Return every entry from the listing below unaltered.

RECORDS FOR THE EXERCISE:
'''
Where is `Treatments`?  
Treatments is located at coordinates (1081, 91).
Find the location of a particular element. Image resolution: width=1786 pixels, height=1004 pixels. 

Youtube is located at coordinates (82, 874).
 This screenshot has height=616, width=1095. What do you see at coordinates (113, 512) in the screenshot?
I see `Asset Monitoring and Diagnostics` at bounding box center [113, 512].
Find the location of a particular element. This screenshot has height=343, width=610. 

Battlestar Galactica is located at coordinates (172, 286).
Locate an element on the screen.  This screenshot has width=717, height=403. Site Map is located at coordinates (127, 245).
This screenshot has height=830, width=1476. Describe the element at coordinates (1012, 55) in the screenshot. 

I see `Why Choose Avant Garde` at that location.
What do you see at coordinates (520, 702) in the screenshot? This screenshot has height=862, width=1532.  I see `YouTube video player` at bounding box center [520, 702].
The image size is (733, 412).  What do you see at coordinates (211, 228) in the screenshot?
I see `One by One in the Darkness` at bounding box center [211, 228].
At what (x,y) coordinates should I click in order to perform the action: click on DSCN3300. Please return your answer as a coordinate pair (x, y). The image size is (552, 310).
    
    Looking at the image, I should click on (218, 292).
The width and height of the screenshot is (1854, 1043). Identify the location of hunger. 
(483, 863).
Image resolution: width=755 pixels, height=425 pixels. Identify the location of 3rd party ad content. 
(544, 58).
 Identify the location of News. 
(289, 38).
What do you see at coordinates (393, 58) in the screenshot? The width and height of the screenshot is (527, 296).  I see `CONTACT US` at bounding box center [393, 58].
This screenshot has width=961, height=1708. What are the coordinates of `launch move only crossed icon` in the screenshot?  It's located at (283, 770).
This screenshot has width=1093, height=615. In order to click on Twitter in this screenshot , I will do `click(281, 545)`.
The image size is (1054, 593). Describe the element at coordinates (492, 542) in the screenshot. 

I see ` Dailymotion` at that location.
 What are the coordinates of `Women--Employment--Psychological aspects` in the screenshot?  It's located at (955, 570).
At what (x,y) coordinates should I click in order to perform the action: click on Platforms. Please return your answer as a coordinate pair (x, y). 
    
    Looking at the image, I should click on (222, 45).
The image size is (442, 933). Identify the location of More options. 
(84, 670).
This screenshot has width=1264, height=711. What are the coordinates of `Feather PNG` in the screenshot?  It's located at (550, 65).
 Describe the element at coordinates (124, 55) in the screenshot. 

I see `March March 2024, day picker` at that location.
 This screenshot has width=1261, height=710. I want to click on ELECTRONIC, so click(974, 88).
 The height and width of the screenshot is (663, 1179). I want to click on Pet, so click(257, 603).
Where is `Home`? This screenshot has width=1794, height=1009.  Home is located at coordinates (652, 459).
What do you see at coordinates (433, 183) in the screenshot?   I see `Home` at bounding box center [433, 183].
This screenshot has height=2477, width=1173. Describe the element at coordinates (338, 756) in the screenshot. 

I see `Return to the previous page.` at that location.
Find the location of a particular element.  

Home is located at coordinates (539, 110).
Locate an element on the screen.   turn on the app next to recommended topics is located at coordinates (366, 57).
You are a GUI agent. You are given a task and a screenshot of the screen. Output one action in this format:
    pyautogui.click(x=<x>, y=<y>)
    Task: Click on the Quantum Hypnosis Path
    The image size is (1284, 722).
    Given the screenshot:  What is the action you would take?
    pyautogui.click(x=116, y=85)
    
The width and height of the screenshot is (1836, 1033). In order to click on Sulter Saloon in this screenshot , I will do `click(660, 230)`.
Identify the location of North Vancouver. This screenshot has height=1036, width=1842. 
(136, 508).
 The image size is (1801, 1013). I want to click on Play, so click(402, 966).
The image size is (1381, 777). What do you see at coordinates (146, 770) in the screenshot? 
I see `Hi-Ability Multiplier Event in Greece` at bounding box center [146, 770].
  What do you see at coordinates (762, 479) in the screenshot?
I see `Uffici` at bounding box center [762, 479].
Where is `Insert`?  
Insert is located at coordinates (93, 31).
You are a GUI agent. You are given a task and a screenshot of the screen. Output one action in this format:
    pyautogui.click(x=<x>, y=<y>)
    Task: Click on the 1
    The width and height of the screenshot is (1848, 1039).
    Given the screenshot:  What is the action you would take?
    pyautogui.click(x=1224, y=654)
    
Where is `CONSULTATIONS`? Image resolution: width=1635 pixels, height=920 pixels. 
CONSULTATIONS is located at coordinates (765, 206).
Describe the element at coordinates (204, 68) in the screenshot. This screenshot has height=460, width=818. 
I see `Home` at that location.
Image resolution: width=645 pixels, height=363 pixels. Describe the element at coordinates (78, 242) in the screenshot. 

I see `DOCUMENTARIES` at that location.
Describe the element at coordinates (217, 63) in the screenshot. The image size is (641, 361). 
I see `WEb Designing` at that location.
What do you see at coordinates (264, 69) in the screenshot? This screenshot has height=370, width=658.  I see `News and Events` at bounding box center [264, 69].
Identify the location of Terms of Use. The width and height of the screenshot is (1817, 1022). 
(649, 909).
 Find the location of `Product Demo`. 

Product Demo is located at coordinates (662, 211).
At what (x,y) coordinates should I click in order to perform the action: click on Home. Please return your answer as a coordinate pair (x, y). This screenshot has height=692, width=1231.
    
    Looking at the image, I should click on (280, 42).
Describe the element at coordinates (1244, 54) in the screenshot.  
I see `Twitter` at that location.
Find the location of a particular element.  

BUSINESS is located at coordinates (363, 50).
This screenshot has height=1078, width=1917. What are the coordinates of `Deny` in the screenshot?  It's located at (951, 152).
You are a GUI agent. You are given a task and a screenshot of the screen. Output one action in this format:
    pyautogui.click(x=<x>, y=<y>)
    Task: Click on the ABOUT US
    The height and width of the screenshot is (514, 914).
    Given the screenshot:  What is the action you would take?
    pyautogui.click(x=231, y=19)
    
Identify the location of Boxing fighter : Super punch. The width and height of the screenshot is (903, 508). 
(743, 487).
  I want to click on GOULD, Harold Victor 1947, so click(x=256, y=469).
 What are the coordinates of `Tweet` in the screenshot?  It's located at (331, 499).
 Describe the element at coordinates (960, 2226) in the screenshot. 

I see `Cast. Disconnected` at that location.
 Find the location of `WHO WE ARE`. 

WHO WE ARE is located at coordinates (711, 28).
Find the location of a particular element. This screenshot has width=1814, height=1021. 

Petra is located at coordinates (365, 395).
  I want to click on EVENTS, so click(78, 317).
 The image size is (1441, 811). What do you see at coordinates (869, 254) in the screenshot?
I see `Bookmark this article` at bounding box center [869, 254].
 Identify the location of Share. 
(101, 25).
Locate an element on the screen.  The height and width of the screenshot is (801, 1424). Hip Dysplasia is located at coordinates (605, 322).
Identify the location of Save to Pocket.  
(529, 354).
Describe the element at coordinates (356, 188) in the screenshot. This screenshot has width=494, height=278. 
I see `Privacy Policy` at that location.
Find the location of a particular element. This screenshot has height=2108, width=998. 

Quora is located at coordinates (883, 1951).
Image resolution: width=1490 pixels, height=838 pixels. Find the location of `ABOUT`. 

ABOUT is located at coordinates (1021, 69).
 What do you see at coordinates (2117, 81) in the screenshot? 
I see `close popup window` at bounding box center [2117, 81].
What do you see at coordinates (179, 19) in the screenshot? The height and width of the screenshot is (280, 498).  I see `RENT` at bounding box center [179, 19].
'''
RESULT OF THE TASK:
Where is `Treatments`?  
Treatments is located at coordinates (1081, 91).
Find the location of a particular element. Image resolution: width=1786 pixels, height=1004 pixels. 

Youtube is located at coordinates (82, 874).
 This screenshot has height=616, width=1095. What do you see at coordinates (113, 512) in the screenshot?
I see `Asset Monitoring and Diagnostics` at bounding box center [113, 512].
Find the location of a particular element. This screenshot has height=343, width=610. 

Battlestar Galactica is located at coordinates (172, 286).
Locate an element on the screen.  This screenshot has width=717, height=403. Site Map is located at coordinates (127, 245).
This screenshot has height=830, width=1476. Describe the element at coordinates (1012, 55) in the screenshot. 

I see `Why Choose Avant Garde` at that location.
What do you see at coordinates (520, 702) in the screenshot? This screenshot has height=862, width=1532.  I see `YouTube video player` at bounding box center [520, 702].
The image size is (733, 412).  What do you see at coordinates (211, 228) in the screenshot?
I see `One by One in the Darkness` at bounding box center [211, 228].
At what (x,y) coordinates should I click in order to perform the action: click on DSCN3300. Please return your answer as a coordinate pair (x, y). The image size is (552, 310).
    
    Looking at the image, I should click on (218, 292).
The width and height of the screenshot is (1854, 1043). Identify the location of hunger. 
(483, 863).
Image resolution: width=755 pixels, height=425 pixels. Identify the location of 3rd party ad content. 
(544, 58).
 Identify the location of News. 
(289, 38).
What do you see at coordinates (393, 58) in the screenshot? The width and height of the screenshot is (527, 296).  I see `CONTACT US` at bounding box center [393, 58].
This screenshot has width=961, height=1708. What are the coordinates of `launch move only crossed icon` in the screenshot?  It's located at (283, 770).
This screenshot has width=1093, height=615. In order to click on Twitter in this screenshot , I will do `click(281, 545)`.
The image size is (1054, 593). Describe the element at coordinates (492, 542) in the screenshot. 

I see ` Dailymotion` at that location.
 What are the coordinates of `Women--Employment--Psychological aspects` in the screenshot?  It's located at (955, 570).
At what (x,y) coordinates should I click in order to perform the action: click on Platforms. Please return your answer as a coordinate pair (x, y). 
    
    Looking at the image, I should click on (222, 45).
The image size is (442, 933). Identify the location of More options. 
(84, 670).
This screenshot has width=1264, height=711. What are the coordinates of `Feather PNG` in the screenshot?  It's located at (550, 65).
 Describe the element at coordinates (124, 55) in the screenshot. 

I see `March March 2024, day picker` at that location.
 This screenshot has width=1261, height=710. I want to click on ELECTRONIC, so click(974, 88).
 The height and width of the screenshot is (663, 1179). I want to click on Pet, so click(257, 603).
Where is `Home`? This screenshot has width=1794, height=1009.  Home is located at coordinates (652, 459).
What do you see at coordinates (433, 183) in the screenshot?   I see `Home` at bounding box center [433, 183].
This screenshot has height=2477, width=1173. Describe the element at coordinates (338, 756) in the screenshot. 

I see `Return to the previous page.` at that location.
Find the location of a particular element.  

Home is located at coordinates (539, 110).
Locate an element on the screen.   turn on the app next to recommended topics is located at coordinates (366, 57).
You are a GUI agent. You are given a task and a screenshot of the screen. Output one action in this format:
    pyautogui.click(x=<x>, y=<y>)
    Task: Click on the Quantum Hypnosis Path
    The image size is (1284, 722).
    Given the screenshot:  What is the action you would take?
    pyautogui.click(x=116, y=85)
    
The width and height of the screenshot is (1836, 1033). In order to click on Sulter Saloon in this screenshot , I will do `click(660, 230)`.
Identify the location of North Vancouver. This screenshot has height=1036, width=1842. 
(136, 508).
 The image size is (1801, 1013). I want to click on Play, so click(402, 966).
The image size is (1381, 777). What do you see at coordinates (146, 770) in the screenshot? 
I see `Hi-Ability Multiplier Event in Greece` at bounding box center [146, 770].
  What do you see at coordinates (762, 479) in the screenshot?
I see `Uffici` at bounding box center [762, 479].
Where is `Insert`?  
Insert is located at coordinates (93, 31).
You are a GUI agent. You are given a task and a screenshot of the screen. Output one action in this format:
    pyautogui.click(x=<x>, y=<y>)
    Task: Click on the 1
    The width and height of the screenshot is (1848, 1039).
    Given the screenshot:  What is the action you would take?
    pyautogui.click(x=1224, y=654)
    
Where is `CONSULTATIONS`? Image resolution: width=1635 pixels, height=920 pixels. 
CONSULTATIONS is located at coordinates (765, 206).
Describe the element at coordinates (204, 68) in the screenshot. This screenshot has height=460, width=818. 
I see `Home` at that location.
Image resolution: width=645 pixels, height=363 pixels. Describe the element at coordinates (78, 242) in the screenshot. 

I see `DOCUMENTARIES` at that location.
Describe the element at coordinates (217, 63) in the screenshot. The image size is (641, 361). 
I see `WEb Designing` at that location.
What do you see at coordinates (264, 69) in the screenshot? This screenshot has height=370, width=658.  I see `News and Events` at bounding box center [264, 69].
Identify the location of Terms of Use. The width and height of the screenshot is (1817, 1022). 
(649, 909).
 Find the location of `Product Demo`. 

Product Demo is located at coordinates (662, 211).
At what (x,y) coordinates should I click in order to perform the action: click on Home. Please return your answer as a coordinate pair (x, y). This screenshot has height=692, width=1231.
    
    Looking at the image, I should click on (280, 42).
Describe the element at coordinates (1244, 54) in the screenshot.  
I see `Twitter` at that location.
Find the location of a particular element.  

BUSINESS is located at coordinates (363, 50).
This screenshot has height=1078, width=1917. What are the coordinates of `Deny` in the screenshot?  It's located at (951, 152).
You are a GUI agent. You are given a task and a screenshot of the screen. Output one action in this format:
    pyautogui.click(x=<x>, y=<y>)
    Task: Click on the ABOUT US
    The height and width of the screenshot is (514, 914).
    Given the screenshot:  What is the action you would take?
    pyautogui.click(x=231, y=19)
    
Identify the location of Boxing fighter : Super punch. The width and height of the screenshot is (903, 508). 
(743, 487).
  I want to click on GOULD, Harold Victor 1947, so click(x=256, y=469).
 What are the coordinates of `Tweet` in the screenshot?  It's located at (331, 499).
 Describe the element at coordinates (960, 2226) in the screenshot. 

I see `Cast. Disconnected` at that location.
 Find the location of `WHO WE ARE`. 

WHO WE ARE is located at coordinates (711, 28).
Find the location of a particular element. This screenshot has width=1814, height=1021. 

Petra is located at coordinates (365, 395).
  I want to click on EVENTS, so click(78, 317).
 The image size is (1441, 811). What do you see at coordinates (869, 254) in the screenshot?
I see `Bookmark this article` at bounding box center [869, 254].
 Identify the location of Share. 
(101, 25).
Locate an element on the screen.  The height and width of the screenshot is (801, 1424). Hip Dysplasia is located at coordinates (605, 322).
Identify the location of Save to Pocket.  
(529, 354).
Describe the element at coordinates (356, 188) in the screenshot. This screenshot has width=494, height=278. 
I see `Privacy Policy` at that location.
Find the location of a particular element. This screenshot has height=2108, width=998. 

Quora is located at coordinates (883, 1951).
Image resolution: width=1490 pixels, height=838 pixels. Find the location of `ABOUT`. 

ABOUT is located at coordinates (1021, 69).
 What do you see at coordinates (2117, 81) in the screenshot? 
I see `close popup window` at bounding box center [2117, 81].
What do you see at coordinates (179, 19) in the screenshot? The height and width of the screenshot is (280, 498).  I see `RENT` at bounding box center [179, 19].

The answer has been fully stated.